Looking at that list in 2026, and after recently re-reading Greene’s book, I can’t help but feel that those three things could be the most important lessons I learned in 13 years of schooling. The teacher offered a warning. He read, out loud, Fowler’s declaration: “I have never thought of myself as a correspondent, just a reporter. I offer no point of view, I take no action, I don’t get involved. I just report what I see.” We were cautioned, challenged, to keep an eye out for any moments when this statement might be untrue.
It meant that I read with a purpose, like a detective gathering clues – a thrill every time my highlighter found a new piece of evidence proving Fowler wrong. What a trick Greene was playing. Asking us to trust his narrator, while laying down banana skins all over Vietnam.
Without knowing it, I was critically thinking. If we can’t trust our protagonist, can we even trust its author? How can we trust anyone? In a world full of “fake news”, redactions, clickbait, podcasting prophets, AI slop and a handpicked White House press room, we are neck-deep in a murky media morass like never before. Thanks to that English class, I try to move through the world on guard for Fowler-esque hypocrisy, all thanks to that ardent and tartan-clad teacher imploring a bunch of teenage boys to think.
The novel follows two characters, representing two possible futures for a country – neither of them actually from the place – and both fighting for power over someone who actually is. Sound familiar? It should. As one of my fading 23-year-old highlighted passages states: “it’s not the most powerful rulers who have the happiest populations”.
As Greene writes in the book: “Suffering is not increased by numbers. One body can contain all the suffering the world can feel.” Over this past Christmas, and thanks to that English class, I have been thinking about this book in relation to the countless images beamed to us from Gaza, Sudan, even Bondi.

It requires work to remain sensitised to that barrage of images. I believe that the English teacher is primed to help young people train their minds for that work. The empathy coach. My life experiences couldn’t be further from the characters in Greene’s book. I don’t share a single given circumstance with any of them. But an English teacher gave me permission to think: what if I did?
And what of our dying friend, ambiguity?

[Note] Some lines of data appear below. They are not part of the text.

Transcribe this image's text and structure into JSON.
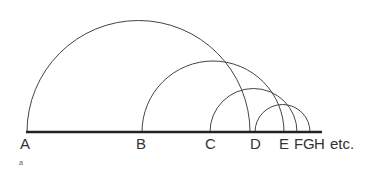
{
  "diagram": {
    "baseline": {
      "x1": 26,
      "x2": 322,
      "y": 132
    },
    "points": [
      {
        "label": "A",
        "x": 27
      },
      {
        "label": "B",
        "x": 142
      },
      {
        "label": "C",
        "x": 210
      },
      {
        "label": "D",
        "x": 255
      },
      {
        "label": "E",
        "x": 283
      },
      {
        "label": "F",
        "x": 297
      },
      {
        "label": "G",
        "x": 306
      },
      {
        "label": "H",
        "x": 314
      }
    ],
    "suffix": "etc.",
    "arcs": [
      {
        "from": 27,
        "to": 250
      },
      {
        "from": 142,
        "to": 284
      },
      {
        "from": 210,
        "to": 297
      },
      {
        "from": 255,
        "to": 310
      }
    ],
    "footnote": "a"
  }
}
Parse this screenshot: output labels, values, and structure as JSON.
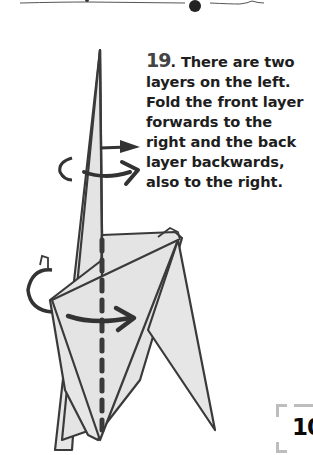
{
  "step": {
    "number": "19",
    "separator": ".",
    "text": " There are two layers on the left. Fold the front layer forwards to the right and the back layer backwards, also to the right."
  },
  "page": {
    "number": "10"
  },
  "diagram": {
    "fold_line_style": "dashed-vertical",
    "arrows": [
      {
        "type": "mountain-fold-arrow",
        "direction": "right",
        "position": "upper"
      },
      {
        "type": "valley-fold-arrow",
        "direction": "right",
        "position": "upper"
      },
      {
        "type": "mountain-fold-arrow",
        "direction": "right",
        "position": "lower"
      },
      {
        "type": "valley-fold-arrow",
        "direction": "right",
        "position": "lower"
      }
    ],
    "colors": {
      "paper_fill": "#e6e6e6",
      "outline": "#3a3a3a",
      "background": "#ffffff"
    }
  }
}
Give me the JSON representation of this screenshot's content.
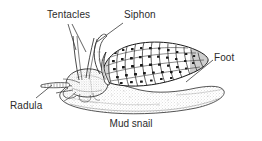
{
  "figure": {
    "caption": "Mud snail",
    "style": "black and white stippled scientific illustration",
    "colors": {
      "background": "#ffffff",
      "ink": "#1a1a1a",
      "text": "#2b2b2b",
      "leader_line": "#3a3a3a",
      "stipple": "#8a8a8a"
    }
  },
  "labels": {
    "tentacles": "Tentacles",
    "siphon": "Siphon",
    "foot": "Foot",
    "radula": "Radula"
  },
  "parts": [
    {
      "name": "tentacles",
      "label": "Tentacles",
      "description": "two long slender tentacles rising from the head"
    },
    {
      "name": "siphon",
      "label": "Siphon",
      "description": "thin curved tube rising in front of the shell"
    },
    {
      "name": "shell",
      "label": "Shell",
      "description": "elongated ribbed and speckled spiral shell"
    },
    {
      "name": "foot",
      "label": "Foot",
      "description": "broad flat stippled muscular foot"
    },
    {
      "name": "radula",
      "label": "Radula",
      "description": "banded feeding ribbon extending from the mouth"
    }
  ],
  "leader_lines": [
    {
      "from": "Tentacles",
      "to": "tentacle bases"
    },
    {
      "from": "Siphon",
      "to": "siphon tube"
    },
    {
      "from": "Foot",
      "to": "rear of foot"
    },
    {
      "from": "Radula",
      "to": "radula tube"
    }
  ]
}
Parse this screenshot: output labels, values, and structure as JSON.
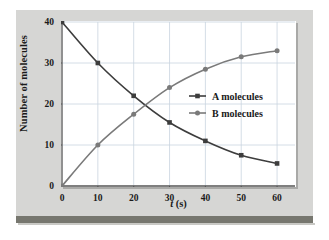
{
  "figure": {
    "background_color": "#d6d6d4",
    "plot_background_color": "#ffffff",
    "rule_color": "#77776f"
  },
  "axes": {
    "x_label_prefix": "t",
    "x_label_suffix": " (s)",
    "y_label": "Number of molecules"
  },
  "chart_data": {
    "type": "line",
    "title": "",
    "xlabel": "t (s)",
    "ylabel": "Number of molecules",
    "xlim": [
      0,
      65
    ],
    "ylim": [
      0,
      40
    ],
    "xticks": [
      0,
      10,
      20,
      30,
      40,
      50,
      60
    ],
    "xtick_labels": [
      "0",
      "10",
      "20",
      "30",
      "40",
      "50",
      "60"
    ],
    "yticks": [
      0,
      10,
      20,
      30,
      40
    ],
    "ytick_labels": [
      "0",
      "10",
      "20",
      "30",
      "40"
    ],
    "grid": true,
    "legend_position": "center-right",
    "x": [
      0,
      10,
      20,
      30,
      40,
      50,
      60
    ],
    "series": [
      {
        "name": "A molecules",
        "color": "#3d3d3d",
        "marker": "square",
        "values": [
          40,
          30,
          22,
          15.5,
          11,
          7.5,
          5.5
        ]
      },
      {
        "name": "B molecules",
        "color": "#7a7a7a",
        "marker": "circle",
        "values": [
          0,
          10,
          17.5,
          24,
          28.5,
          31.5,
          33
        ]
      }
    ]
  },
  "legend": {
    "entries": [
      {
        "label": "A molecules"
      },
      {
        "label": "B molecules"
      }
    ]
  }
}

The idea that two things can be true at once seems to be gasping for air. It’s constantly bashed by the gotcha grotesqueness of the Twitter-verse, the insistence of the Murdoch media to pit two sides against each other, the hardened hypocrisy of the MAGA mindset, and god forbid a politician change their mind about something. But English teachers treasure ambiguity; all good literature is dependent on it: to be or not to be? Did Offred remember The Handmaid’s Tale wrong? Is Gatsby a dickhead? English teachers send young people out to the tuckshop line thinking in two parts while they wait for their toasties. Has that ever been more important in our lifetime?
While writing my debut novel, Soft Serve, I would regularly see the spine of Greene’s book staring back at me from my bookshelf – a spine that told me to straighten my posture when I was tired and lost. To keep writing in the hope that I might create a work that perhaps a reader, either pushing through their post-beep-test slump in a classroom, or looking back through their overstuffed life of creative memories, might think of something they were taught by an English teacher, one who made them see that, as Greene writes in The Quiet American, “human nature is not black and white, but black and grey”. That they might find the glitter in that grey.
Soft Serve is published by UQP on February 3.